Welcome to Booksie's Blog! I write reviews of what I've read, some of which were books sent by publishers or authors. If you would like for me to read and review your book, please contact me. I'd love to have the chance to review for you although I don't usually read to deadlines. My email address is skirkland@triad.rr.com I can't accept everything but I do read and review everything I accept. I average about 10-12 reviews a month. I tend to favor physical books over ebooks for review.
Thursday, May 19, 2016
The Dream Lover by Elizabeth Berg
Aurore Dupin is a typical French woman of the nobility in the early to mid 1880's. She was raised by her grandmother after her father died when she was young and her mother went to Paris to live her life. She was educated in the arts and sciences by a tutor who lived on the estate and learned to ride, make conversation and all the social graces. Yet Aurore was not a happy child. She felt deserted by her mother who had agreed to leave Aurore behind with her grandmother in exchange for the money to live as she chose.
When Aurore grew up, she was faced with marriage and all the disadvantages that imposed on a woman of the time. She married a man and had high hopes, but the marriage soon evolved into a prison with him controlling all of her fortune and her estate. He was brutish and lived only to hunt and have other women.
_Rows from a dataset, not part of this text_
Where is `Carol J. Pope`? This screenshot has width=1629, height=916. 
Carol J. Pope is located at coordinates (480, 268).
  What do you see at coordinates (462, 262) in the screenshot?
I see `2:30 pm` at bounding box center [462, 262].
Her only joy was in her children, Maurice and Solange.
Finally, the marriage became more than she could bear and she went to Paris after agreeing to a separation with her husband. There she started to write and explore other relationships. She found a community of like people, artists and writers and musicians. One of her first jobs was a theatre critic and she began to wear men's clothing in order to obtain the cheap seats they were allowed to buy. Soon she was also using a man's name, the none under which she lived for the rest of her life. That name was George Sand.
Over the years, Sand became famous for her writing and for her passionate love affairs. She loved men who depended on her to support them both and inevitably, the affairs ended badly. She desperately loved a famous actress of the time, but the other woman was not interested in that kind of relationship. Her most famous and long-lasting love affair was with Frederick Chopin. That relationship lasted almost a decade. She was friends with Flaubert, Balzac, Liszt, Eugene Delacroix and a host of other individuals in the arts. Yet she always searched and was disappointed in love.
Elizabeth Berg has written a novel about George Sand that will introduce this great writer to the reader who has always been interested in learning more about this influential writer who forged the path for women's independence to pursue what gave them joy. She uses some of Sand's letters and those she received to illustrate the tempestuous personality that moved Sand onward, constantly pursuing the right to live life as she wanted. This book is recommended for readers of historical fiction.